The common thread: Canvas shines whenever you need to draw something that does not exist as a standard HTML element. Buttons, text paragraphs, and form inputs are built into HTML already. But a scatter plot with 10,000 data points? An animated starfield? A paint program? Those need Canvas.
The Canvas API at a Glance
The ctx object has a lot of methods and properties. You do not need to learn them all at once; this course covers them lesson by lesson. But it helps to see the big picture so you know what is possible and what is coming:
| Category | Key methods | You’ll learn in |
|---|---|---|
| Rectangles | fillRect(x, y, w, h), strokeRect(x, y, w, h), clearRect(x, y, w, h) | Lesson 1 |
| Paths and Shapes | moveTo(x, y), lineTo(x, y), arc(x, y, r, start, end), bezierCurveTo() | Lesson 2 |
| Colors and Styles | fillStyle, strokeStyle, createLinearGradient(x1, y1, x2, y2) | Lessons 1 & 3 |
| Text and Images | fillText(text, x, y), drawImage(img, x, y), getImageData(x, y, w, h) | Lesson 4 |
| Transformations | translate(x, y), rotate(angle), scale(x, y) | Lesson 5 |
| Animation | requestAnimationFrame(callback), the clear-update-draw loop | Lesson 6 |
| Interaction | Mouse/touch events, hit detection | Lesson 7 |
| Particle System | Capstone: combines everything | Lesson 8 |
Notice two things about this roadmap:
- Everything goes through
ctx. There is no separate “shapes” object or “text” object. One context does it all. - The API is low-level. There is no
ctx.drawButton()orctx.drawChart(). You build complex things from simple primitives: rectangles, lines, arcs, and text. That is what makes Canvas both powerful and fun: you are building from scratch.
Do not worry about memorizing any of this. As we work through each lesson, these categories will become second nature. This overview just gives you a mental map so you are never lost.
What you learned in this lesson:
Concept Key Takeaway
──────────────────────────── ─────────────────────────────────
Pixels Your screen is a grid of tiny
colored dots. Canvas controls a
rectangle of them.
The <canvas> element A blank bitmap in HTML. Nothing
appears until JS draws on it.
The ctx object Your drawing toolkit. Got via
canvas.getContext('2d'). Every
drawing call goes through it.
Canvas size vs CSS size Two independent sizes. Mismatch
= stretched/blurry graphics.
Always set width/height attrs.
Immediate mode Canvas forgets what you drew.
No objects; just pixels.
You must redraw every frame.
Code runs once Drawing calls execute instantly,
once, like pen on paper. Canvas
has no auto-loop. Animation = you
schedule redraws via rAF.
The rendering pipeline HTML -> canvas -> ctx -> pixels.

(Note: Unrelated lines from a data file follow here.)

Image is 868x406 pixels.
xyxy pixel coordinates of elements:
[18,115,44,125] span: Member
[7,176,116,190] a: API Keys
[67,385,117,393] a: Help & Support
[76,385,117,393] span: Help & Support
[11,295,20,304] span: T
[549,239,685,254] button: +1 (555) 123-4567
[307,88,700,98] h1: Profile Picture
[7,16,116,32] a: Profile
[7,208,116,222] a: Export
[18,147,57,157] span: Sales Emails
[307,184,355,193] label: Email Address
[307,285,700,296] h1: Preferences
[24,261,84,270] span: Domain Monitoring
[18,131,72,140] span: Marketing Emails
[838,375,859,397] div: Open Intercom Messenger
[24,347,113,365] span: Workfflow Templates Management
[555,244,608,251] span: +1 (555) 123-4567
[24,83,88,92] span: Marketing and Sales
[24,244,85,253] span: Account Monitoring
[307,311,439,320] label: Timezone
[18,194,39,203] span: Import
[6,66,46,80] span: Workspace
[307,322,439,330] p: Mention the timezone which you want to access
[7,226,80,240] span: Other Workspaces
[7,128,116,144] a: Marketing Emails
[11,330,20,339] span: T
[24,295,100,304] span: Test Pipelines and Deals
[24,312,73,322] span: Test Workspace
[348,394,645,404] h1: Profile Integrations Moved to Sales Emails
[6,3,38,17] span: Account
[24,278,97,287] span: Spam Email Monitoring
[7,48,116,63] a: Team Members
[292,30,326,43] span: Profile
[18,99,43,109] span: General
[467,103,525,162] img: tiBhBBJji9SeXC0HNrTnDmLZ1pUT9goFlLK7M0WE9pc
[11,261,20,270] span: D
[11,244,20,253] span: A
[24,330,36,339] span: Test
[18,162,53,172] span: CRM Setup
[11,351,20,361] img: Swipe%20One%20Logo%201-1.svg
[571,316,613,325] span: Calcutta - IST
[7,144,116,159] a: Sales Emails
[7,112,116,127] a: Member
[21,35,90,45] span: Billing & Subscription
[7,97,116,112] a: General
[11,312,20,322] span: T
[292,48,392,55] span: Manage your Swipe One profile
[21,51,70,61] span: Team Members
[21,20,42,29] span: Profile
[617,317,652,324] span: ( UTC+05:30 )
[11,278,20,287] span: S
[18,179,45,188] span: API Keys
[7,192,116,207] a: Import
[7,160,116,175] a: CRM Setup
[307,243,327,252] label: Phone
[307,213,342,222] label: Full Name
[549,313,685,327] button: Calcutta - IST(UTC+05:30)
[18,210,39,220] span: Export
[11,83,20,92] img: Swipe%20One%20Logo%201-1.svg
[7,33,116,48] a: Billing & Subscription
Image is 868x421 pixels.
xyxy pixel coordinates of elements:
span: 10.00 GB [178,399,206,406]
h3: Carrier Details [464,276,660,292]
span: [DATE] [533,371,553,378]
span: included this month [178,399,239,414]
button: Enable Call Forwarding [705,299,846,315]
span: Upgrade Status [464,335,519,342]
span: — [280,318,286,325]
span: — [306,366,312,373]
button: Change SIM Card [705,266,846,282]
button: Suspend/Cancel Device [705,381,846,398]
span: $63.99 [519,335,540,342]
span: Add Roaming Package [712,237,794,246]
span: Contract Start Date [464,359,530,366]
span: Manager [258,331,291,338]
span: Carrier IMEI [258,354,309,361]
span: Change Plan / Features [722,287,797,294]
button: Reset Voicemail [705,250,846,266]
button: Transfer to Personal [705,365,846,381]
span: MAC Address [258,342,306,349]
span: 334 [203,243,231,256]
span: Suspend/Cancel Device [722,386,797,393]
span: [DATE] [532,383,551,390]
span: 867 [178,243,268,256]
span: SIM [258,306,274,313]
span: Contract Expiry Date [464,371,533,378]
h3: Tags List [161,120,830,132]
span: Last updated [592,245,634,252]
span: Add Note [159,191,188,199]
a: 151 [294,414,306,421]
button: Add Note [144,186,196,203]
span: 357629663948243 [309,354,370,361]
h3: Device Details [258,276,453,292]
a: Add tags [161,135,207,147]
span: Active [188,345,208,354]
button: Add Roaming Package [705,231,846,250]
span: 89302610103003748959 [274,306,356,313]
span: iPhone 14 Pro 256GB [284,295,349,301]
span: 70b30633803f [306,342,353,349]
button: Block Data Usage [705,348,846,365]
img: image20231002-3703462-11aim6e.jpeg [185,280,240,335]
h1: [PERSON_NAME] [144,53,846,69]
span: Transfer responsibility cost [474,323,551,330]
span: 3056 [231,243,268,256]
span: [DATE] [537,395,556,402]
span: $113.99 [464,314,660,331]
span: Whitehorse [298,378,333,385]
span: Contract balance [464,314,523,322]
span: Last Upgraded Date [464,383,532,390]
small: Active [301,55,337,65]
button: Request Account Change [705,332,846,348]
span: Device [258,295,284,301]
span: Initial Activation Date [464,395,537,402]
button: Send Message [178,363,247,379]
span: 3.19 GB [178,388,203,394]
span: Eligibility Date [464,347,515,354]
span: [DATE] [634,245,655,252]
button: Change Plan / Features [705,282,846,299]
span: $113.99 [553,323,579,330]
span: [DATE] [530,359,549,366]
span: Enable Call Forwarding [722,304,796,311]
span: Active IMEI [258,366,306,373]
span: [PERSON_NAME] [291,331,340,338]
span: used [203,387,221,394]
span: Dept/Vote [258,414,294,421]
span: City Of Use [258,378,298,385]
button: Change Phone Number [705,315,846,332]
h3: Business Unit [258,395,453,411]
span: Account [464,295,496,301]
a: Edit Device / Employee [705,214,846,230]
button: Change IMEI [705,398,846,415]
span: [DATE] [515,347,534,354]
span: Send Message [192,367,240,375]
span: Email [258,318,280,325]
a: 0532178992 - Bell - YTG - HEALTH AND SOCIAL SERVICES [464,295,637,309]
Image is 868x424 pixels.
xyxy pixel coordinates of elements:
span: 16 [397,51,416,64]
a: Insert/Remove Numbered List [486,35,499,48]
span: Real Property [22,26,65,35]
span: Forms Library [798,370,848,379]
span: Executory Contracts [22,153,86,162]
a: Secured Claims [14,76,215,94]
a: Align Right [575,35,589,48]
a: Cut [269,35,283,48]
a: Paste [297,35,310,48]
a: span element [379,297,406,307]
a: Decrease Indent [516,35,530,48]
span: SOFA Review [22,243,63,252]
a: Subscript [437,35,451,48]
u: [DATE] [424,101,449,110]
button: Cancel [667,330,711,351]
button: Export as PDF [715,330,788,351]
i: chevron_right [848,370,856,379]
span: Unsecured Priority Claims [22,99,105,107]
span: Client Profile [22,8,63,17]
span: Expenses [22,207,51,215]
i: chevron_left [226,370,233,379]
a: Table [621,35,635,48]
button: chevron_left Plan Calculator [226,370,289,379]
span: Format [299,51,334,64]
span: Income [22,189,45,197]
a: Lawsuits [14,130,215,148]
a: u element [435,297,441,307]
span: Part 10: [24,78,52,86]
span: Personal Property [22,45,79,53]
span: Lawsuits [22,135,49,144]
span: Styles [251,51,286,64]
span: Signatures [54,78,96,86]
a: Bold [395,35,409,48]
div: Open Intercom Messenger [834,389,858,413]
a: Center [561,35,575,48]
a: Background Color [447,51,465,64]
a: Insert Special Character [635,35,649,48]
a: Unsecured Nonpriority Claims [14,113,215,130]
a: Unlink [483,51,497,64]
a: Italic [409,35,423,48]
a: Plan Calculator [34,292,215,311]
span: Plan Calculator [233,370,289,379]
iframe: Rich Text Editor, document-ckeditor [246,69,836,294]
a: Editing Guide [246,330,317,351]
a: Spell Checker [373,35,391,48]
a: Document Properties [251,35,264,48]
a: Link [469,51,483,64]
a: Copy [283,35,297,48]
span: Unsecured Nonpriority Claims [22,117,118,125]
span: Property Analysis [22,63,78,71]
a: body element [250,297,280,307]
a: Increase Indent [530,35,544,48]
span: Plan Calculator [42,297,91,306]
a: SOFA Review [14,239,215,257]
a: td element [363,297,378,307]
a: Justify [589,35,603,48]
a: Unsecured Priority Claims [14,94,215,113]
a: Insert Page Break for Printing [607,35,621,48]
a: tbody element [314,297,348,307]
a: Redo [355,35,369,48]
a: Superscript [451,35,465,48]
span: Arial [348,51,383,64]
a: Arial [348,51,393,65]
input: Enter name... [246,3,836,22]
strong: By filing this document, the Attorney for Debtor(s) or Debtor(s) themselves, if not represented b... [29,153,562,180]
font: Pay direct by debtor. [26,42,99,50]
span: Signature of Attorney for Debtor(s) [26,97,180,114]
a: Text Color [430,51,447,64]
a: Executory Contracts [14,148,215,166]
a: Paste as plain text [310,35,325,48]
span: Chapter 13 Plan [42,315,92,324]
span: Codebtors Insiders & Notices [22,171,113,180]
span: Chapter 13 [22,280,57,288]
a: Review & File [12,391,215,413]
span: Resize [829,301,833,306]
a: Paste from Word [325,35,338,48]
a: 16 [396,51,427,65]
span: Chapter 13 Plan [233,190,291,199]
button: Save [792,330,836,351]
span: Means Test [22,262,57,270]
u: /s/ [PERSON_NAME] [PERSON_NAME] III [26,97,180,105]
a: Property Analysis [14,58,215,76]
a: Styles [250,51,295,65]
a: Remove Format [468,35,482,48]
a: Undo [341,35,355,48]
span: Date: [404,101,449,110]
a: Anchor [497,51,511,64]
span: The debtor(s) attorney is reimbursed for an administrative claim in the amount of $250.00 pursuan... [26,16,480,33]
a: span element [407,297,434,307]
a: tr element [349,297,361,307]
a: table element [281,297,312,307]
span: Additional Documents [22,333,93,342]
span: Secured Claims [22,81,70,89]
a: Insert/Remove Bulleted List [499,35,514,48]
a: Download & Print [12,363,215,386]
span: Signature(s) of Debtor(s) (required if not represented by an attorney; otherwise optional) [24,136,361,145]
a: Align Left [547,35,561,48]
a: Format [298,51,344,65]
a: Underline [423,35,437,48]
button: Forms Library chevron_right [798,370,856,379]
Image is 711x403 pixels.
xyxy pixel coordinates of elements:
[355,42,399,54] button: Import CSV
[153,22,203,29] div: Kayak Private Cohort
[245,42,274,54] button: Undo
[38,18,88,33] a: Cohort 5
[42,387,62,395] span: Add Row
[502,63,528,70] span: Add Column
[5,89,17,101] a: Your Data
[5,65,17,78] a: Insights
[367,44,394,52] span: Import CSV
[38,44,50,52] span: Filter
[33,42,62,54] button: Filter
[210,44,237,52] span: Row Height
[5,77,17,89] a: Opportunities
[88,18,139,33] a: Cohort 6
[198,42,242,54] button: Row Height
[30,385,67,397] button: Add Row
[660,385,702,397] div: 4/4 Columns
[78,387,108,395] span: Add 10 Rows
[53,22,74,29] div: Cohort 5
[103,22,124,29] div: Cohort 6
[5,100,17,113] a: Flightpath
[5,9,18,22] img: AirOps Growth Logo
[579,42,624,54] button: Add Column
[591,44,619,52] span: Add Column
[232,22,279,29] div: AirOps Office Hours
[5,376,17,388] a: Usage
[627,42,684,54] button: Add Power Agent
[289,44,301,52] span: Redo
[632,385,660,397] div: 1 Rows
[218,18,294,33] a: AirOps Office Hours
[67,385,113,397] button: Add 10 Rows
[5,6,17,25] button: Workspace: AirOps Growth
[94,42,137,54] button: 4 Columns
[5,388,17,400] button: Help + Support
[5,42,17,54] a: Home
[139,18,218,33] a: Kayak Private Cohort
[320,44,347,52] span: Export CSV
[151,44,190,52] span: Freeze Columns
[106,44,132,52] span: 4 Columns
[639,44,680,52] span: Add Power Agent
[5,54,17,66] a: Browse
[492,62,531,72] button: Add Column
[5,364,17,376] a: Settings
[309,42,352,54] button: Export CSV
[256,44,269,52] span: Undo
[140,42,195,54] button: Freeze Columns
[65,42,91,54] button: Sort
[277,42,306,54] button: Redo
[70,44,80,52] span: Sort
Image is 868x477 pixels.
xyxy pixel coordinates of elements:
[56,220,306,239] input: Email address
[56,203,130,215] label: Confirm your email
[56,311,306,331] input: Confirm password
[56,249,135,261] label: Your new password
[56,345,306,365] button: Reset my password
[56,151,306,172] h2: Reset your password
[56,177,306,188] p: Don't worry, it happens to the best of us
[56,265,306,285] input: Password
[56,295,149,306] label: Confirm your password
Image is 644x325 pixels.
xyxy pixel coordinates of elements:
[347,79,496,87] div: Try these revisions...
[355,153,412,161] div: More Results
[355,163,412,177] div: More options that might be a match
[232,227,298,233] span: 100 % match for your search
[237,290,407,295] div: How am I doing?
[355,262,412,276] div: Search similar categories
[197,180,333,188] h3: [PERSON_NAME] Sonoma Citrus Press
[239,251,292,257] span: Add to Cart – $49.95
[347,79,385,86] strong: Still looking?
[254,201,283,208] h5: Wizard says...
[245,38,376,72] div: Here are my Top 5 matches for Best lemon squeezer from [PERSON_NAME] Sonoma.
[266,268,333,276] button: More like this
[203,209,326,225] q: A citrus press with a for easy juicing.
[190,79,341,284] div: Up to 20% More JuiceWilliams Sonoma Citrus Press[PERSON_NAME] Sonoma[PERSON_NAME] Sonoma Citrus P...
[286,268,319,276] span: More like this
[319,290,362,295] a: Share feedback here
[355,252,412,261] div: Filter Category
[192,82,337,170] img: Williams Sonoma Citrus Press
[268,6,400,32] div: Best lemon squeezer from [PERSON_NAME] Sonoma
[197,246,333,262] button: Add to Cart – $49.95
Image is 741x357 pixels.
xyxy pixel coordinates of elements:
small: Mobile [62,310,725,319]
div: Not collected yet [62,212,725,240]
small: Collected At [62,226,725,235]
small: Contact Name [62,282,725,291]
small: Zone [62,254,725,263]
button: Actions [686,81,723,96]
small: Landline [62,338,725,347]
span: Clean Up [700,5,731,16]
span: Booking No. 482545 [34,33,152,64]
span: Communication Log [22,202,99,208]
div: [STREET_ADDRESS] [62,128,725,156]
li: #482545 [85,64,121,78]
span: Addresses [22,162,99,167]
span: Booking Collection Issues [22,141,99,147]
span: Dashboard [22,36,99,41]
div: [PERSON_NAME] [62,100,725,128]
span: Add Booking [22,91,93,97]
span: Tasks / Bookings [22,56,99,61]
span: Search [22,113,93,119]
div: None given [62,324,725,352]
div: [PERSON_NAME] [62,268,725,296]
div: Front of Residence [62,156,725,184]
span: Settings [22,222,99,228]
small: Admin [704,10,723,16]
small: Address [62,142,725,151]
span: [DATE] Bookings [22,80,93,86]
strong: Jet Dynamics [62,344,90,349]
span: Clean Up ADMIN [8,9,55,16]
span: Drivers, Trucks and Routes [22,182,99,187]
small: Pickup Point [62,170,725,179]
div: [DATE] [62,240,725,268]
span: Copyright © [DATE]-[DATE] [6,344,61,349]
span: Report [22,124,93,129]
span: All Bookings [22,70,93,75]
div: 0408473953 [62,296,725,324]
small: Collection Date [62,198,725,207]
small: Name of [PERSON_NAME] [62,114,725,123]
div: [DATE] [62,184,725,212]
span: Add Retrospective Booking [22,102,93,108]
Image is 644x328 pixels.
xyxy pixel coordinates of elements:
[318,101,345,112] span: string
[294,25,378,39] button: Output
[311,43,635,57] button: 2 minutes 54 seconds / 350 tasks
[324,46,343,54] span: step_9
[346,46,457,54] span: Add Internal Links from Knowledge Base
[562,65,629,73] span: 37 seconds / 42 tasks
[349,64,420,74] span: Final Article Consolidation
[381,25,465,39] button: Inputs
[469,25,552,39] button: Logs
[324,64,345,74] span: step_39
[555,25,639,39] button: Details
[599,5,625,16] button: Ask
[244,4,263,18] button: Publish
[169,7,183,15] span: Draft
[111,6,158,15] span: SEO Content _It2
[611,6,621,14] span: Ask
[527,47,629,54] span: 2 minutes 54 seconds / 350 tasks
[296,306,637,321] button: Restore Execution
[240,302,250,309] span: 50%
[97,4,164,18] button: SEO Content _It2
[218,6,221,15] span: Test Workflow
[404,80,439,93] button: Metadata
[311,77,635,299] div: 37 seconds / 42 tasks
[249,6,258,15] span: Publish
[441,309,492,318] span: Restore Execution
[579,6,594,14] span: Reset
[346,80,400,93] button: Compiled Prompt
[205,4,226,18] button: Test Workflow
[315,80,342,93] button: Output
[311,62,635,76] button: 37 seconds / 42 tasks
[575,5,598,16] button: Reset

Canvas vs SVG vs DOM DOM for pages, SVG for scalable
vector graphics, Canvas for
raw speed and pixel control.
The coordinate system (0,0) is top-left. X goes right.
Y goes DOWN (not up!).
What you can build Games, charts, editors, art,
maps, video effects, and more. You now have the conceptual foundation for everything that follows. Next up: Lesson 1, Basics, where you will draw your first rectangles and start building real scenes.